BOTANY FOR PAINTERS, AND ELEMENTS OF LANDSCAPE PAINTING
Classification of trees
The relative thickness of the branches to the trunk
The law of proportion in the growth of the branches
The direction of growth
The forms of trees
The insertion of the leaves
Light on branches and leaves
The proportions of light and shade in a leaf
Of the transparency of leaves
The gradations of shade and colour in leaves
A classification of trees according to their colours
The proportions of light and shade in trees
The distribution of light and shade with reference to the position of the spectator
The effects of morning light
The effects of midday light
The appearance of trees in the distance
The cast shadow of trees
Light and shade on groups of trees
On the treatment of light for landscapes
On the treatment of light for views of towns
The effect of wind on trees
Light and shade on clouds
On images reflected in water
Of rainbows and rain
Of flower seeds
IX.
THE PRACTICE OF PAINTING
I. MORAL PRECEPTS FOR THE STUDENT OF PAINTING.
How to ascertain the dispositions for an artistic career
The course of instruction for an artist
The study of the antique
The necessity of anatomical knowledge
How to acquire practice
Industry and thoroughness the first conditions
The artist’s private life and choice of company
The distribution of time for studying
On the productive power, of minor artists
A caution against one-sided study
How to acquire universality
Useful games and exercises
II. THE ARTIST’S STUDIO.—INSTRUMENTS AND HELPS FOR THE APPLICATION OF PERSPECTIVE.—ON JUDGING OF A PICTURE.
On the size of the studio
On the construction of windows
On the best light for painting
On various helps in preparing a picture
On the management of works
On the limitations of painting
On the choice of a position
The apparent size of figures in a picture
The right position of the artist, when painting and of the spectator
III. THE PRACTICAL METHODS OF LIGHT AND SHADE AND AERIAL PERSPECTIVE.

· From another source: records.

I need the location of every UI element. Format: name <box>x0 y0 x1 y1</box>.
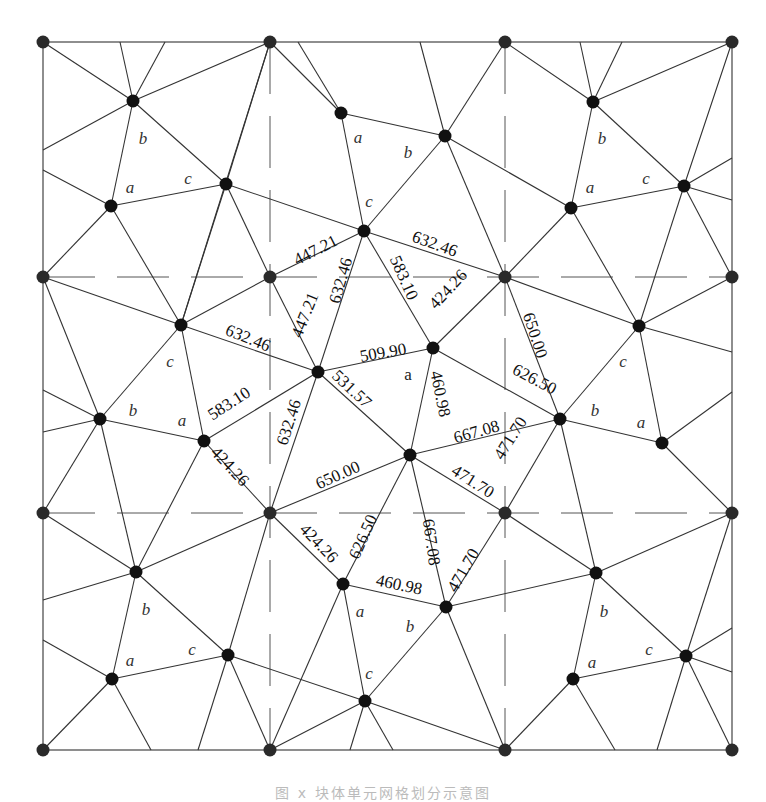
mesh-node-g11 <box>264 271 277 284</box>
mesh-edge <box>43 572 136 600</box>
mesh-edge <box>684 186 732 277</box>
mesh-edge <box>639 186 684 326</box>
outer-border <box>43 42 732 750</box>
mesh-edge <box>43 277 181 325</box>
mesh-edge <box>43 206 111 277</box>
mesh-edge <box>505 208 571 277</box>
mesh-node-g10 <box>264 36 277 49</box>
edge-length-label: 632.46 <box>410 227 460 261</box>
mesh-edge <box>560 419 662 443</box>
edge-length-label: 650.00 <box>519 310 552 360</box>
mesh-node-K3 <box>680 650 693 663</box>
mesh-edge <box>120 42 133 101</box>
mesh-edge <box>580 42 593 102</box>
mesh-node-g00 <box>37 36 50 49</box>
mesh-edge <box>270 584 343 750</box>
vertex-label-b: b <box>404 143 413 162</box>
mesh-node-J3 <box>359 695 372 708</box>
figure-caption: 图 x 块体单元网格划分示意图 <box>0 782 766 802</box>
vertex-label-b: b <box>139 129 148 148</box>
mesh-node-H1 <box>633 320 646 333</box>
vertex-label-a: a <box>637 413 646 432</box>
mesh-edge <box>226 184 364 231</box>
edge-length-label: 632.46 <box>325 255 356 305</box>
mesh-node-g22 <box>499 507 512 520</box>
mesh-edge <box>596 513 732 573</box>
vertex-label-c: c <box>166 352 174 371</box>
mesh-node-g31 <box>726 271 739 284</box>
vertex-label-a: a <box>356 602 365 621</box>
mesh-node-I2 <box>106 673 119 686</box>
edge-length-label: 650.00 <box>313 457 363 493</box>
mesh-edge <box>593 102 684 186</box>
mesh-edge <box>505 42 593 102</box>
mesh-node-J1 <box>337 578 350 591</box>
vertex-label-c: c <box>184 169 192 188</box>
mesh-edge <box>43 679 112 750</box>
mesh-node-J2 <box>440 601 453 614</box>
mesh-node-C3 <box>678 180 691 193</box>
vertex-label-c: c <box>365 192 373 211</box>
mesh-edge <box>593 42 622 102</box>
mesh-edge <box>420 42 445 136</box>
edge-length-label: 424.26 <box>296 520 342 567</box>
mesh-node-D3 <box>198 435 211 448</box>
mesh-edge <box>571 208 639 326</box>
mesh-edge <box>43 101 133 150</box>
vertex-label-c: c <box>645 640 653 659</box>
mesh-edge <box>43 640 112 679</box>
mesh-edge <box>365 701 393 750</box>
mesh-edge <box>445 136 571 208</box>
mesh-edge <box>560 419 596 573</box>
mesh-node-B1 <box>335 107 348 120</box>
mesh-node-B2 <box>439 130 452 143</box>
mesh-edge <box>100 419 136 572</box>
edge-length-label: 632.46 <box>273 397 306 447</box>
vertex-label-b: b <box>406 617 415 636</box>
mesh-edge <box>686 513 732 656</box>
vertex-label-a: a <box>126 178 135 197</box>
mesh-node-I1 <box>130 566 143 579</box>
mesh-edge <box>684 42 732 186</box>
edge-length-label: 632.46 <box>223 320 273 355</box>
mesh-edge <box>136 441 204 572</box>
mesh-node-g12 <box>264 507 277 520</box>
mesh-edge <box>505 679 573 750</box>
mesh-edge <box>43 513 136 572</box>
mesh-node-g30 <box>726 36 739 49</box>
mesh-edge <box>100 419 204 441</box>
edge-length-label: 460.98 <box>426 369 454 419</box>
edge-length-label: 471.70 <box>443 545 483 595</box>
mesh-edge <box>560 326 639 419</box>
mesh-edge <box>684 186 732 200</box>
mesh-edge <box>657 656 686 750</box>
mesh-edge <box>318 372 410 455</box>
mesh-edge <box>43 419 100 432</box>
mesh-edge <box>228 513 270 655</box>
vertex-label-c: c <box>619 352 627 371</box>
mesh-edge <box>593 42 732 102</box>
vertex-label-a: a <box>586 178 595 197</box>
mesh-edge <box>43 42 133 101</box>
mesh-node-g21 <box>499 271 512 284</box>
mesh-edge <box>573 679 615 750</box>
mesh-node-A3 <box>220 178 233 191</box>
mesh-edge <box>350 701 365 750</box>
mesh-node-g32 <box>726 507 739 520</box>
mesh-edge <box>43 170 111 206</box>
mesh-edge <box>410 348 433 455</box>
mesh-node-C1 <box>587 96 600 109</box>
mesh-edge <box>270 42 341 113</box>
edge-length-label: 531.57 <box>328 366 376 412</box>
grid-dashed-lines <box>43 42 732 750</box>
vertex-label-a: a <box>588 653 597 672</box>
vertex-label-c: c <box>642 169 650 188</box>
mesh-node-g13 <box>264 744 277 757</box>
mesh-edge <box>686 628 732 656</box>
edge-length-label: 667.08 <box>419 518 444 567</box>
edge-length-label: 424.26 <box>425 266 471 313</box>
vertex-label-b: b <box>129 401 138 420</box>
mesh-node-g02 <box>37 507 50 520</box>
mesh-node-I3 <box>222 649 235 662</box>
edge-length-label: 509.90 <box>358 339 407 366</box>
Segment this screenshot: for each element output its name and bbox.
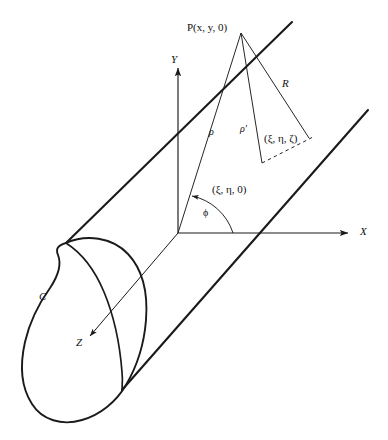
rho-prime-label: ρ' (240, 124, 247, 134)
source-point-3d-label: (ξ, η, ζ) (264, 133, 298, 144)
r-line (241, 33, 309, 138)
rho-label: ρ (209, 127, 214, 137)
diagram-canvas (0, 0, 388, 440)
phi-arc-path (192, 196, 233, 233)
phi-angle-arc (192, 196, 233, 233)
y-axis-label: Y (171, 54, 177, 65)
x-axis-label: X (360, 226, 367, 237)
field-point-label: P(x, y, 0) (187, 22, 227, 33)
curve-c-outline (22, 238, 146, 422)
upper-generator-line (66, 22, 292, 243)
cylinder-generators (66, 22, 368, 390)
rho-prime-line (241, 33, 262, 163)
z-axis-label: Z (76, 337, 82, 348)
curve-c-inner-fold (66, 243, 122, 390)
phi-angle-label: ϕ (203, 208, 208, 218)
z-axis-line (90, 233, 178, 336)
coordinate-axes (90, 68, 348, 336)
source-point-projected-label: (ξ, η, 0) (212, 184, 246, 195)
distance-r-label: R (282, 78, 289, 89)
cross-section-curve-c (22, 238, 146, 422)
contour-c-label: C (39, 291, 46, 302)
figure-container: P(x, y, 0) Y X Z R ρ ρ' (ξ, η, ζ) (ξ, η,… (0, 0, 388, 440)
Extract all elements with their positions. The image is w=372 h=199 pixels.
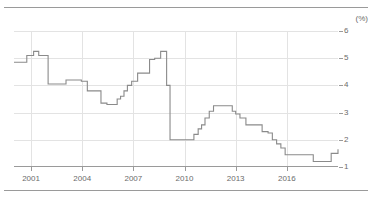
x-tick-label: 2001 bbox=[22, 174, 40, 183]
x-tick-mark bbox=[31, 167, 32, 171]
x-tick-label: 2010 bbox=[176, 174, 194, 183]
series-line-rate bbox=[14, 51, 338, 161]
top-divider-rule bbox=[4, 7, 368, 8]
y-tick-mark bbox=[339, 113, 343, 114]
y-tick-mark bbox=[339, 167, 343, 168]
y-tick-label: 2 bbox=[344, 136, 348, 144]
y-tick-label: 4 bbox=[344, 81, 348, 89]
y-tick-mark bbox=[339, 85, 343, 86]
y-axis-unit-label: (%) bbox=[356, 14, 368, 23]
y-tick-label: 1 bbox=[344, 163, 348, 171]
x-tick-label: 2004 bbox=[73, 174, 91, 183]
series-line-chart bbox=[14, 31, 338, 167]
x-tick-mark bbox=[236, 167, 237, 171]
bottom-divider-rule bbox=[4, 190, 368, 191]
x-tick-label: 2013 bbox=[227, 174, 245, 183]
y-tick-label: 5 bbox=[344, 54, 348, 62]
y-tick-mark bbox=[339, 31, 343, 32]
y-tick-label: 6 bbox=[344, 27, 348, 35]
y-tick-mark bbox=[339, 140, 343, 141]
chart-figure: (%) 123456 200120042007201020132016 bbox=[0, 0, 372, 199]
x-tick-mark bbox=[133, 167, 134, 171]
x-tick-label: 2016 bbox=[278, 174, 296, 183]
plot-area: 123456 200120042007201020132016 bbox=[14, 31, 338, 167]
x-tick-mark bbox=[185, 167, 186, 171]
x-tick-mark bbox=[287, 167, 288, 171]
x-tick-mark bbox=[82, 167, 83, 171]
y-tick-label: 3 bbox=[344, 109, 348, 117]
x-tick-label: 2007 bbox=[124, 174, 142, 183]
y-tick-mark bbox=[339, 58, 343, 59]
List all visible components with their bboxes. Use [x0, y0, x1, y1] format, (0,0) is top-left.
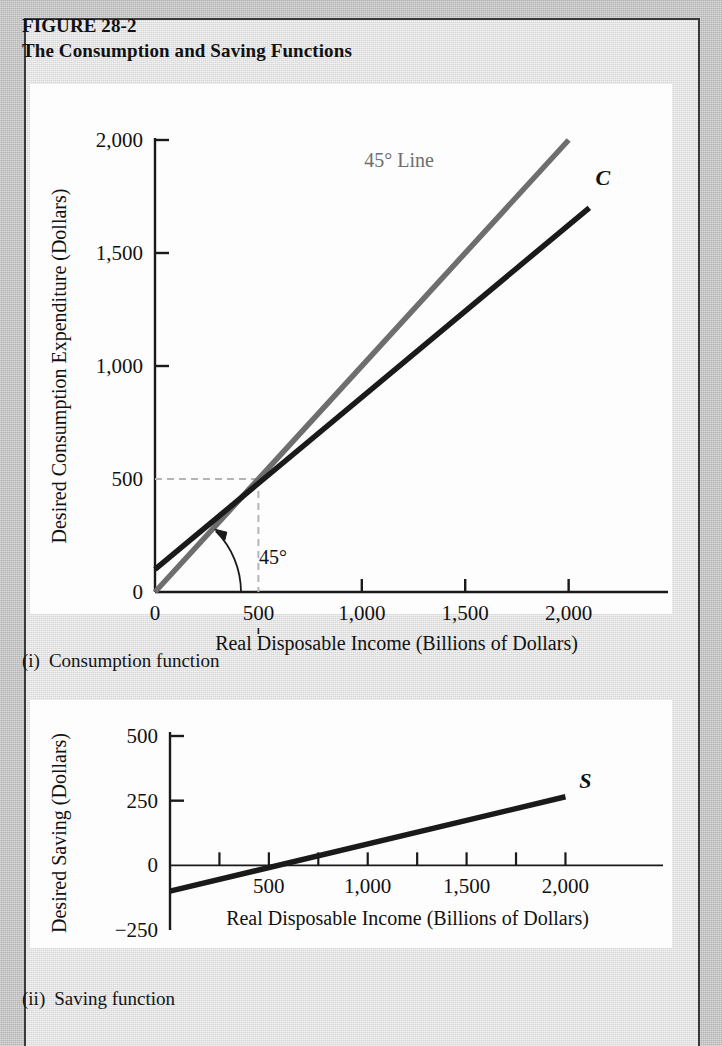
caption-saving-text: Saving function [54, 988, 175, 1009]
x-tick-label: 500 [243, 601, 275, 625]
caption-saving: (ii)Saving function [22, 988, 175, 1010]
y-tick-label: 1,500 [96, 241, 143, 265]
y-tick-label: 2,000 [96, 128, 143, 152]
angle-arrow-head [215, 529, 227, 540]
figure-page: FIGURE 28-2 The Consumption and Saving F… [0, 0, 722, 1046]
figure-title-block: FIGURE 28-2 The Consumption and Saving F… [22, 14, 352, 63]
x-tick-label: 1,500 [443, 874, 490, 898]
y-tick-label: 0 [133, 580, 144, 604]
y-tick-label: 0 [148, 853, 159, 877]
x-tick-label: 1,000 [338, 601, 385, 625]
y-tick-label: 500 [127, 724, 159, 748]
x-tick-label: 2,000 [542, 874, 589, 898]
y-tick-label: 250 [127, 789, 159, 813]
x-tick-label: 1,500 [442, 601, 489, 625]
caption-consumption-text: Consumption function [49, 650, 219, 671]
x-axis-title: Real Disposable Income (Billions of Doll… [215, 632, 578, 655]
figure-number: FIGURE 28-2 [22, 14, 352, 39]
y-axis-title: Desired Consumption Expenditure (Dollars… [48, 189, 71, 544]
angle-label: 45° [259, 546, 287, 568]
consumption-function-chart: 05001,0001,5002,00005001,0001,5002,00045… [30, 84, 672, 659]
forty-five-degree-line-label: 45° Line [364, 149, 434, 171]
y-tick-label: 1,000 [96, 354, 143, 378]
y-tick-label: −250 [115, 918, 158, 942]
y-axis-title: Desired Saving (Dollars) [48, 733, 71, 933]
x-tick-label: 500 [253, 874, 285, 898]
saving-function-chart: −25002505005001,0001,5002,000SReal Dispo… [30, 690, 672, 970]
forty-five-degree-line [155, 140, 569, 592]
saving-curve-label: S [579, 768, 591, 793]
caption-saving-number: (ii) [22, 988, 45, 1010]
caption-consumption: (i)Consumption function [22, 650, 219, 672]
consumption-function-line [155, 208, 589, 570]
x-tick-label: 1,000 [344, 874, 391, 898]
figure-title: The Consumption and Saving Functions [22, 39, 352, 64]
x-tick-label: 2,000 [545, 601, 592, 625]
caption-consumption-number: (i) [22, 650, 40, 672]
consumption-curve-label: C [596, 165, 611, 190]
y-tick-label: 500 [112, 467, 144, 491]
x-axis-title: Real Disposable Income (Billions of Doll… [226, 907, 589, 930]
angle-arc [216, 531, 241, 592]
x-tick-label: 0 [150, 601, 161, 625]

Gradations of light and shade
On the choice of light for a picture
The distribution of light and shade
The juxtaposition of light and shade
On the lighting of the background
On the lighting of white objects
The methods of aerial perspective
IV. OF PORTRAIT AND FIGURE PAINTING.
Of sketching figures and portraits
The position of the head
Of the light on the face
General suggestions for historical pictures
How to represent the differences of age and sex
Of representing the emotions
Of representing imaginary animals
The selection of forms
How to pose figures
Of appropriate gestures
V. SUGGESTIONS FOR COMPOSITIONS.
Of painting battle-pieces
Of depicting night-scenes
Of depicting a tempest
Of representing the deluge
Of depicting natural phenomena
VI. THE ARTIST’S MATERIALS.
Of chalk and paper
On the preparation and use of colours
Of preparing the panel
The preparation of oils
On varnishes
On chemical materials
VII. PHILOSOPHY AND HISTORY OF THE ART OF PAINTING.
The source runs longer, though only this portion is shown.